Khan has made these points throughout her career. Interested readers can refer to her very readable paper Amazon’s antitrust paradox- https://www.yalelawjournal.org/pdf/e.710.Khan.805_zuvfyyeh.pdf.
I agree with RSJ that there are several problems with Khan’s arguments – at least in her paper, Lina Khan’s critique of Bork-era “consumer welfare” standard is not fully-formed and has lacunae. Preemptive regulatory action can cause harm and any preemptive action does have Orwellian aspects. Moreover, Amazon hasn’t always been successful and coming up with a coherent product market definition for Amazon is very difficult.
That said, Khan is correct on a lot of counts, especially the nature of platform economics. The problem of platform regulation stems not just from the behavior of platform companies, but also from insufficient progress on an economic theory of platforms.
Traditional microeconomics, with its “widget” factories, has described markets of “products” and “services” which for the most part are devoid of externalities/ scale economics. Externalities are added on later, as a complexity to be dealt with.
Common carrier/utility regulation attempts to address these for things like fax machines, telephone networks, etc. However, platforms are an odd beast where the demand-supply economics runs into limits. Multi-sided platforms combine externalities/scale economic with agents on multiple sides causing the conventional “price = marginal cost” in a competitive market to no longer be valid due to different amounts of market power and corresponding variance pricing decisions on different sides of the market.

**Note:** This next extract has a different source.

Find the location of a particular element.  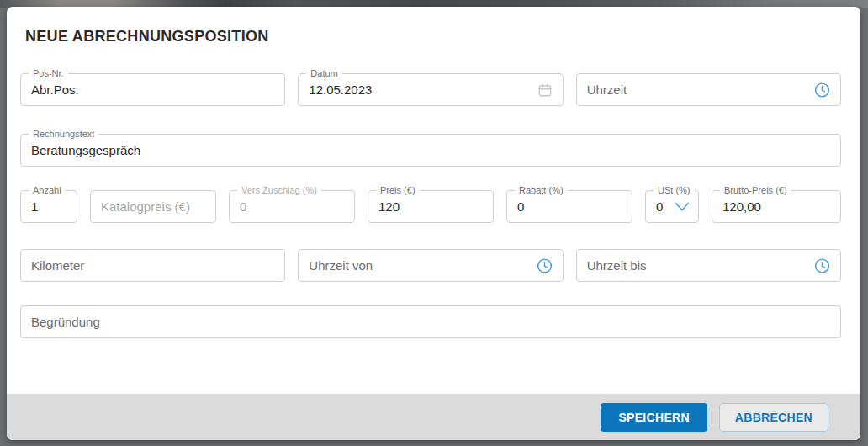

Simply put, it is far more difficult to determine abuse of power in such markets.
Economics literature and practice needs to evolve to address this, and however illogical “predatory pricing” may appear and however abhorrent preemptive action may seem, there is a lot of evidence that platform power in technology markets is hard to dislodge and Khan is right about such lasting concentration of power. “three decades” as RSJ argues may be short, but there can be plenty of harm within such a time period. Francis Fukuyama has argued that Amazon’s role in diminished downtowns across the US, while outside the strict consumer welfare standard and evidence of pricing, needs to be examined at a broader-than-Bork level in terms of its effects on society.
RSJ’s argument that “for going back in time and extracting money out of these enterprises for supposedly running a monopoly in the past when there was no case against them” is misguided and somewhat contradicts his own position against preemptive action.
DOJ/FTC bring cases post-facto, and if illegal acquisition/maintenance of monopoly is proven, both financial and structural remedies can be provided by courts. While consumers do not get “made whole” directly, indirect benefits do accrue. And in many cases, follow-on consumer class action cases from these victories (whether direct purchasers or indirect) can actually deter companies through financial awards to consumers (the US Government’s Microsoft cases were followed by consumer class actions in many states and did cost Microsoft several billion dollars), going back in time within permitted time windows.
As long as laws are in-place through the entire period, there can be no rational expectation for a firm to argue that they cannot take “ex-ante decisions” – firms hire expensive lawyers and economists precisely to estimate the risk when making product and pricing decisions!